期刊
NATURWISSENSCHAFTEN
卷 101, 期 1, 页码 25-31出版社
SPRINGER
DOI: 10.1007/s00114-013-1125-3
关键词
Pheromone response; Genetic effect; Insect reproduction; Rover-sitter polymorphism; Apis mellifera; Drosophila melanogaster
资金
- Ontario Graduate Scholarship
- Natural Sciences and Engineering Research Council of Canada
In this study we test one central prediction from sociogenomic theory-that social and non-social taxa share common genetic toolkits that regulate reproduction in response to environmental cues. We exposed Drosophila females of rover (for (R)) and sitter (for (s)) genotypes to an ovary-suppressing pheromone derived from the honeybee Apis mellifera. Surprisingly, queen mandibular pheromone (QMP) affected several measures of fitness in flies, and in a manner comparable to the pheromone's normal effect on bee workers. QMP-treated sitter flies had smaller ovaries that contained fewer eggs than did untreated controls. QMP-treated rover flies, by contrast, showed a more variable pattern that only sometimes resulted in ovary inhibition, while a third strain of fly that contains a sitter mutant allele in a rover background (for (s2)) showed no ovarian response to QMP. Taken together, our results suggest that distinctly non-social insects have some capacity to respond to social cues, but that this response varies with fly genotype. In general, the interspecific response is consistent with a conserved gene set affecting reproductive physiology. The differential response among strains in particular suggests that for is itself important for modulating the fly's pheromonal response.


* _Work instruction_
Using the records that follow, copy every line containing the word "body".

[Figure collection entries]
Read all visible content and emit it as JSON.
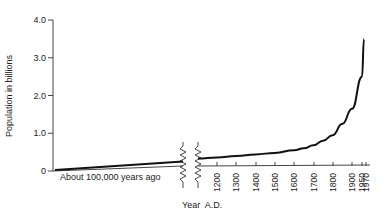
{
  "chart_data": {
    "type": "line",
    "title": "",
    "xlabel": "Year  A.D.",
    "ylabel": "Population in billions",
    "ylim": [
      0,
      4.0
    ],
    "yticks": [
      "0",
      "1.0",
      "2.0",
      "3.0",
      "4.0"
    ],
    "xticks": [
      "1200",
      "1300",
      "1400",
      "1500",
      "1600",
      "1700",
      "1800",
      "1900",
      "1950",
      "1970"
    ],
    "annotations": [
      "About 100,000 years ago"
    ],
    "axis_break": true,
    "grid": false,
    "legend": "none",
    "series": [
      {
        "name": "World population (prehistoric segment)",
        "x": [
          "About 100,000 years ago",
          "~1100"
        ],
        "values": [
          0.0,
          0.25
        ]
      },
      {
        "name": "World population (A.D.)",
        "x": [
          1150,
          1200,
          1300,
          1400,
          1500,
          1600,
          1650,
          1700,
          1750,
          1800,
          1850,
          1900,
          1950,
          1970
        ],
        "values": [
          0.33,
          0.36,
          0.4,
          0.44,
          0.48,
          0.55,
          0.6,
          0.68,
          0.8,
          0.95,
          1.25,
          1.65,
          2.5,
          3.5
        ]
      }
    ]
  },
  "labels": {
    "ylabel": "Population in billions",
    "xlabel": "Year  A.D.",
    "prehistoric_note": "About 100,000 years ago"
  }
}
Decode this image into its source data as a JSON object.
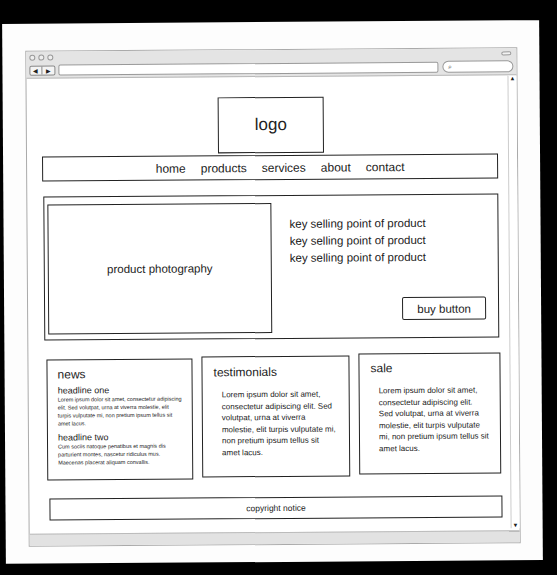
{
  "browser": {
    "back_label": "◀",
    "forward_label": "▶",
    "url_value": "",
    "search_icon": "🔍",
    "search_value": "",
    "scroll_up": "▲",
    "scroll_down": "▼"
  },
  "header": {
    "logo_label": "logo"
  },
  "nav": {
    "items": [
      "home",
      "products",
      "services",
      "about",
      "contact"
    ]
  },
  "hero": {
    "photo_label": "product photography",
    "selling_points": [
      "key selling point of product",
      "key selling point of product",
      "key selling point of product"
    ],
    "buy_label": "buy button"
  },
  "news": {
    "title": "news",
    "items": [
      {
        "headline": "headline one",
        "body": "Lorem ipsum dolor sit amet, consectetur adipiscing elit. Sed volutpat, urna at viverra molestie, elit turpis vulputate mi, non pretium ipsum tellus sit amet lacus."
      },
      {
        "headline": "headline two",
        "body": "Cum sociis natoque penatibus et magnis dis parturient montes, nascetur ridiculus mus. Maecenas placerat aliquam convallis."
      }
    ]
  },
  "testimonials": {
    "title": "testimonials",
    "body": "Lorem ipsum dolor sit amet, consectetur adipiscing elit. Sed volutpat, urna at viverra molestie, elit turpis vulputate mi, non pretium ipsum tellus sit amet lacus."
  },
  "sale": {
    "title": "sale",
    "body": "Lorem ipsum dolor sit amet, consectetur adipiscing elit. Sed volutpat, urna at viverra molestie, elit turpis vulputate mi, non pretium ipsum tellus sit amet lacus."
  },
  "footer": {
    "copyright_label": "copyright notice"
  }
}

* _The completed task_
        "body": "Lorem ipsum dolor sit amet, consectetur adipiscing elit. Sed volutpat, urna at viverra molestie, elit turpis vulputate mi, non pretium ipsum tellus sit amet lacus."
        "body": "Cum sociis natoque penatibus et magnis dis parturient montes, nascetur ridiculus mus. Maecenas placerat aliquam convallis."
    "body": "Lorem ipsum dolor sit amet, consectetur adipiscing elit. Sed volutpat, urna at viverra molestie, elit turpis vulputate mi, non pretium ipsum tellus sit amet lacus."
    "body": "Lorem ipsum dolor sit amet, consectetur adipiscing elit. Sed volutpat, urna at viverra molestie, elit turpis vulputate mi, non pretium ipsum tellus sit amet lacus."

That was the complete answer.